PipeFunc: Build Lightning-Fast Pipelines with Python: DAGs Made Easy
Posted by basnijholt@reddit | Python | View on Reddit | 13 comments
Hey r/Python!
I'm excited to share pipefunc
(github.com/pipefunc/pipefunc), a Python library designed to make building and running complex computational workflows incredibly fast and easy. If you've ever dealt with intricate dependencies between functions, struggled with parallelization, or wished for a simpler way to create and manage DAG pipelines, pipefunc
is here to help.
What My Project Does:
pipefunc
empowers you to easily construct Directed Acyclic Graph (DAG) pipelines in Python. It handles:
- Automatic Dependency Resolution:
pipefunc
automatically determines the correct execution order of your functions, eliminating manual dependency management. - Lightning-Fast Execution: With minimal overhead (around 10 µs per function call),
pipefunc
ensures your pipelines run super fast. - Effortless Parallelization:
pipefunc
automatically parallelizes independent tasks, whether on your local machine or a SLURM cluster. It supports anyconcurrent.futures.Executor
! - Intuitive Visualization: Generate interactive graphs to visualize your pipeline's structure and understand data flow.

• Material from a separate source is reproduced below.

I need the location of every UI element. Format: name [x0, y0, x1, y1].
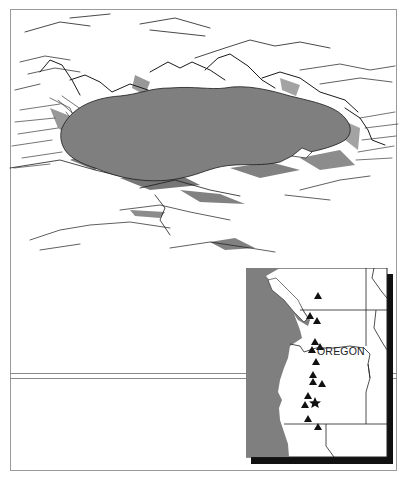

- Simplified Parameter Sweeps:
pipefunc
'smapspec
feature lets you easily define and run N-dimensional parameter sweeps, which is perfect for scientific computing, simulations, and hyperparameter tuning. - Resource Profiling: Gain insights into your pipeline's performance with detailed CPU, memory, and timing reports.
- Caching: Avoid redundant computations with multiple caching backends.

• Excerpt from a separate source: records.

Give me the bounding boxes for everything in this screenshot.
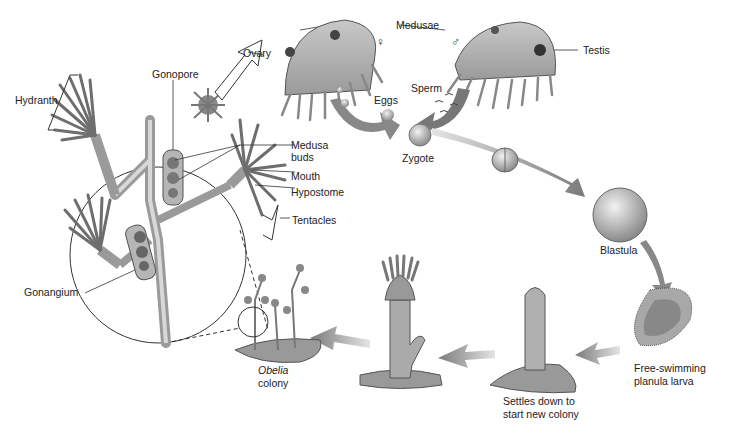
label-sperm: Sperm [411,82,442,94]
label-planula-1: Free-swimming [634,362,706,374]
cleavage-embryo [492,148,518,172]
female-symbol-icon: ♀ [376,36,385,48]
label-gonangium: Gonangium [24,286,78,298]
label-mouth: Mouth [291,170,320,182]
blastula [593,188,647,242]
planula-to-settled-arrow [575,342,620,365]
zygote [409,124,431,146]
label-gonopore: Gonopore [152,68,199,80]
male-symbol-icon: ♂ [451,36,460,48]
label-medusae: Medusae [396,19,439,31]
gonangium-upper [163,150,183,205]
label-colony: colony [258,377,288,389]
label-zygote: Zygote [402,152,434,164]
hydranth-right [230,120,285,215]
label-planula-2: planula larva [634,375,694,387]
label-obelia: Obelia [258,364,288,376]
obelia-colony [235,264,321,363]
label-settles-2: start new colony [503,408,579,420]
planula-larva [634,288,691,346]
label-eggs: Eggs [374,94,398,106]
female-medusa [282,20,382,120]
label-testis: Testis [583,44,610,56]
young-polyp [360,256,442,389]
hydranth-lower-left [65,195,120,265]
label-hypostome: Hypostome [291,186,344,198]
hydranth-upper-left [52,75,115,195]
label-ovary: Ovary [243,47,271,59]
label-hydranth: Hydranth [15,94,58,106]
colony-magnify-circle [238,307,268,337]
tentacles-bracket [263,205,278,240]
label-medusa-buds-1: Medusa [291,139,328,151]
settled-to-polyp-arrow [438,344,495,368]
settled-larva [490,288,576,393]
label-tentacles: Tentacles [292,214,336,226]
label-medusa-buds-2: buds [291,151,314,163]
label-blastula: Blastula [600,244,637,256]
life-cycle-illustration [0,0,735,434]
label-settles-1: Settles down to [503,395,575,407]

- Type Annotation Validation: Ensures type consistency across your pipeline to catch errors early.
- Error Handling: Includes an
ErrorSnapshot
feature to capture detailed information about errors, making debugging easier.
Target Audience:
pipefunc
is ideal for:
- Scientific Computing: Streamline simulations, data analysis, and complex computational workflows.
- Machine Learning: Build robust and reproducible ML pipelines, including data preprocessing, model training, and evaluation.

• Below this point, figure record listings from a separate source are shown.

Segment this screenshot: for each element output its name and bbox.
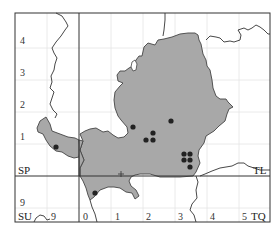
axis-label-0: 0 [83,211,88,222]
axis-label-4: 4 [20,35,25,46]
axis-label-9-bottom: 9 [51,211,56,222]
record-dot [92,190,97,195]
record-dot [181,151,186,156]
record-dot [187,151,192,156]
grid-square-tq: TQ [251,210,266,222]
axis-label-3-bottom: 3 [178,211,183,222]
record-dot [143,137,148,142]
axis-label-1-bottom: 1 [115,211,120,222]
axis-label-1: 1 [20,131,25,142]
record-dot [187,157,192,162]
distribution-map: 4 3 2 1 9 9 0 1 2 3 4 5 SP TL SU TQ [0,0,280,235]
record-dot [150,137,155,142]
axis-label-2-bottom: 2 [146,211,151,222]
axis-label-4-bottom: 4 [210,211,215,222]
axis-label-9-left: 9 [20,197,25,208]
record-dot [168,118,173,123]
grid-square-su: SU [18,210,32,222]
grid-square-sp: SP [18,164,30,176]
record-dot [53,144,58,149]
record-dot [181,157,186,162]
record-dot [150,130,155,135]
northern-inlet [131,60,137,71]
record-dot [187,164,192,169]
axis-label-5-bottom: 5 [242,211,247,222]
axis-label-2: 2 [20,99,25,110]
grid-square-tl: TL [253,164,267,176]
axis-label-3: 3 [20,67,25,78]
record-dot [130,124,135,129]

- Data Engineering: Create efficient ETL processes with automatic dependency management and parallel execution.
- HPC: Run
pipefunc
on a SLURM cluster with minimal changes to your code. - Anyone working with interconnected functions who wants to improve code organization, performance, and maintainability.
pipefunc
is designed for production use, but it's also a great tool for prototyping and experimentation.
Comparison:
- vs. Hamilton: Hamilton also compiles Python functions into DAGs, but it centers on column-level DataFrame engineering, ships modifiers like @with_columns/@extract_columns, and offers built-in data/schema validation plus an optional UI for lineage and observability; pipefunc leans toward low-overhead scientific/HPC pipelines, executor-agnostic parallelism, and N-D sweeps via mapspecs.
- vs. Dask:
pipefunc
offers a higher-level, more declarative way to define pipelines. It automatically manages task scheduling and execution based on your function definitions andmapspec
s, without requiring you to write explicit parallel code. - vs. Luigi/Airflow/Prefect/Kedro: While those tools excel at ETL and event-driven workflows,
pipefunc
focuses on scientific computing, simulations, and computational workflows where fine-grained control over execution and resource allocation is crucial. Also, it's way easier to setup and develop with, with minimal dependencies! - vs. Pandas: You can easily combine
pipefunc
withPandas
! Usepipefunc
to manage the execution ofPandas
operations and parallelize your data processing pipelines. But it also works well withPolars
,Xarray
, and other libraries! - vs. Joblib:
pipefunc
offers several advantages overJoblib
.pipefunc
automatically determines the execution order of your functions, generates interactive visualizations of your pipeline, profiles resource usage, and supports multiple caching backends. Also,pipefunc
allows you to specify the mapping between inputs and outputs usingmapspec
s, which enables complex map-reduce operations.
Examples:
Simple Example:
from pipefunc import pipefunc, Pipeline
@pipefunc(output_name="c")
def add(a, b):
return a + b
@pipefunc(output_name="d")
def multiply(b, c):
return b * c
pipeline = Pipeline([add, multiply])
result = pipeline("d", a=2, b=3) # Automatically executes 'add' first
print(result) # Output: 15
pipeline.visualize() # Visualize the pipeline
Parallel Example with mapspec
:
Parallelizes for all combinations of inputs a
and b
automatically!
import numpy as np
from pipefunc import pipefunc, Pipeline
from pipefunc.map import load_outputs
@pipefunc(output_name="c", mapspec="a[i], b[j] -> c[i, j]")
def f(a: int, b: int):
return a + b
@pipefunc(output_name="mean") # no mapspec, so receives 2D `c[:, :]`
def g(c: np.ndarray):
return np.mean(c)
pipeline = Pipeline([f, g])
inputs = {"a": [1, 2, 3], "b": [4, 5, 6]}
result_dict = pipeline.map(inputs, run_folder="my_run_folder", parallel=True)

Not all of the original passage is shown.